Haven’t been very active on the website these last days, but that’s because I was active working on label discographies of the French Adès, Adda and Accord – all related not just by alphabetical order, but also because at one point they were distributed by Musidisc and shared barcodes. Lots of work, compiling all and sorting out what came out under which label.

But I’ve also been listening to various stuff and taking notes for reviews, but there is a step (and time) between that and actually writing and posting the reviews. But I finally did.

Of course, compiling those discographies, I chance on offers that are so cheap that they are hard to resist. The bargains you make if you’re ready to wait 10 or 20 years to buy a CD (I know, it’s not something record labels would like to read, and I am sawing the branch on which I am sitting… guilt guilt guilt… but money money money…).

That’s how I chanced on the composition of René Clemencic, Drachenkampf, The Fight of the Dragon, on Accord. Clemencic is mostly, and possibly exclusively, known as a recorder player, keyboard player, musicologist and conductor (with his pioneer period-instrument ensemble “Clemencic Consort”) of Medieval-to-Baroque music. But he’s a composer too. Drachenkampf, scored for wind quintet and percussion, sounds very much like a more advanced version of Carl Orff (but the later Orff of the Greek tragedies rather than the earlier and more popular Orff of Carmina Burana), but (“and” ?) I’ve enjoyed it a lot, so much so that I immediately ordered more disc’s of Clemencic’s musc.

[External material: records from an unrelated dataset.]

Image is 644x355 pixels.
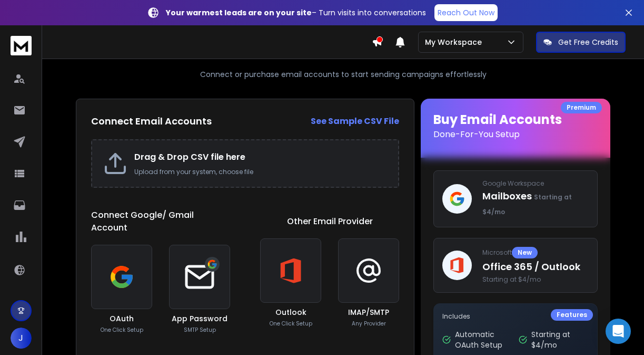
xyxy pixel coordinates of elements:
[483,247,589,259] p: Microsoft
[434,111,598,141] h1: Buy Email Accounts
[287,215,373,228] h1: Other Email Provider
[434,128,598,141] p: Done-For-You Setup
[166,7,426,18] p: – Turn visits into conversations
[532,329,589,350] p: Starting at $4/mo
[434,5,498,21] a: Reach Out Now
[352,320,386,327] p: Any Provider
[536,32,626,53] button: Get Free Credits
[442,312,589,320] p: Includes
[91,114,211,129] h2: Connect Email Accounts
[101,325,143,334] p: One Click Setup
[270,320,312,327] p: One Click Setup
[483,188,589,218] p: Mailboxes
[483,275,589,284] span: Starting at $4/mo
[276,307,307,317] h3: Outlook
[551,309,593,320] div: Features
[425,37,486,48] p: My Workspace
[311,115,399,127] a: See Sample CSV File
[10,36,31,55] img: logo
[606,318,631,343] div: Open Intercom Messenger
[200,69,487,80] p: Connect or purchase email accounts to start sending campaigns effortlessly
[512,247,538,259] div: New
[483,179,589,188] p: Google Workspace
[10,327,31,349] button: J
[134,150,388,163] h2: Drag & Drop CSV file here
[559,37,618,48] p: Get Free Credits
[348,307,389,317] h3: IMAP/SMTP
[109,313,134,323] h3: OAuth
[91,209,230,234] h1: Connect Google/ Gmail Account
[166,7,312,18] strong: Your warmest leads are on your site
[561,102,602,113] div: Premium
[172,313,228,323] h3: App Password
[438,7,495,18] p: Reach Out Now
[455,329,512,350] p: Automatic OAuth Setup
[483,259,589,274] p: Office 365 / Outlook
[134,168,388,176] p: Upload from your system, choose file
[184,325,216,334] p: SMTP Setup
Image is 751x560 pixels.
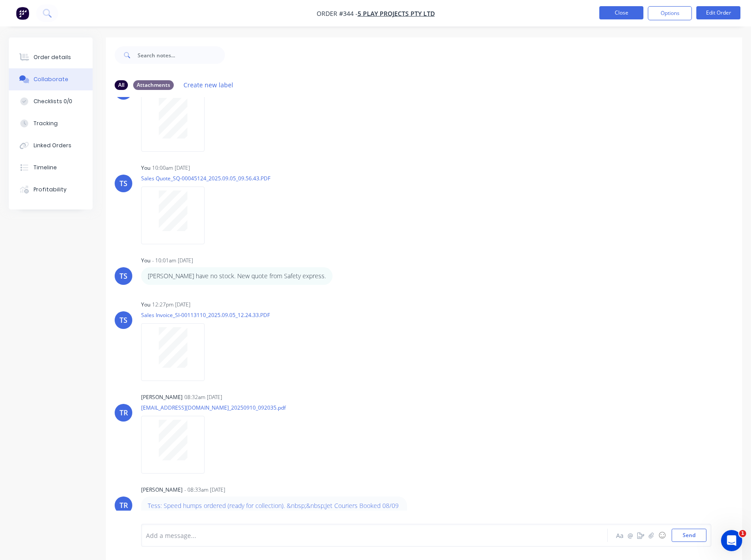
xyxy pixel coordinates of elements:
button: Tracking [9,112,93,135]
button: Timeline [9,157,93,178]
div: [PERSON_NAME] [141,486,182,494]
button: Linked Orders [9,135,93,157]
button: Profitability [9,178,93,201]
div: Tracking [34,119,58,127]
span: Order #344 - [317,9,358,18]
p: Sales Quote_SQ-00045124_2025.09.05_09.56.43.PDF [141,175,270,182]
iframe: Intercom live chat [721,530,742,552]
div: Linked Orders [34,142,71,149]
button: Collaborate [9,68,93,91]
p: [EMAIL_ADDRESS][DOMAIN_NAME]_20250910_092035.pdf [141,404,286,412]
img: Factory [16,6,29,20]
div: Order details [34,54,71,61]
button: Send [672,529,706,542]
button: Create new label [179,79,238,91]
div: 08:32am [DATE] [185,394,222,402]
div: TR [119,408,128,418]
button: ☺ [656,530,667,541]
div: You [141,301,150,309]
a: 5 Play Projects PTY LTD [358,9,435,18]
div: Timeline [34,164,56,172]
div: - 08:33am [DATE] [185,486,225,494]
div: TS [119,178,127,188]
div: - 10:01am [DATE] [152,257,193,265]
button: Edit Order [696,6,740,19]
div: TS [119,271,127,281]
div: All [115,80,128,90]
div: TS [119,315,127,325]
a: Tess: Speed humps ordered (ready for collection). &nbsp;&nbsp;Jet Couriers Booked 08/09 for a pic... [148,502,399,519]
div: You [141,257,150,265]
button: Checklists 0/0 [9,91,93,112]
div: Checklists 0/0 [34,97,72,106]
button: Aa [614,530,625,541]
div: Collaborate [34,76,68,84]
div: 10:00am [DATE] [152,164,190,172]
div: 12:27pm [DATE] [152,301,191,309]
p: [PERSON_NAME] have no stock. New quote from Safety express. [148,272,326,280]
p: Sales Invoice_SI-00113110_2025.09.05_12.24.33.PDF [141,311,269,319]
button: Options [647,6,692,20]
div: Attachments [133,80,174,90]
div: You [141,164,150,172]
button: Order details [9,46,93,68]
button: @ [625,530,635,541]
button: Close [599,6,643,19]
input: Search notes... [137,46,225,64]
div: TR [119,500,128,511]
span: 1 [739,530,746,537]
div: [PERSON_NAME] [141,394,182,402]
div: Profitability [34,186,66,194]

And then, there are the three string quartets of Lucien Durosoir. I’ve been under their spell for a couple of weeks now. I had never heard of Durosoir, this is a CD I bought “blindly” from an eBay seller with a lot of bargain offers, and at 5 dollars, one can afford to take risks. Based on the label, Alpha, I even thought Durosoir was some obscure French composer from the baroque era. Wide off the mark. Born in 1878, he was a contemporary of Ravel, Schmitt, Caplet. His career began as a famed concert violinist (he is said to have given the French premiere of Brahms’ Violin Concerto), and it is only after World War One, aged 43, that he began composing. He then lived in near-complete seclusion, and apparently his scores weren’t even published. His three quartets date from 1919, 1922 and 1934. They are absolutely magnificent works, combining an exacerbated lyricism and an intricate counterpoint. Various reminiscences came to mind while listening to Durosoir’s quartets, Ravel (but, without being avant-garde, his language is more advanced then Ravel’s, and his form much freer), Schmitt, but also, especially in the 3rd Quartet, the most advanced of the three, Janacek and Britten, and still others. Not to say that his quartets are derivative. They can be listened to and enjoyed without any references. Durosoir deserves a public rediscovery.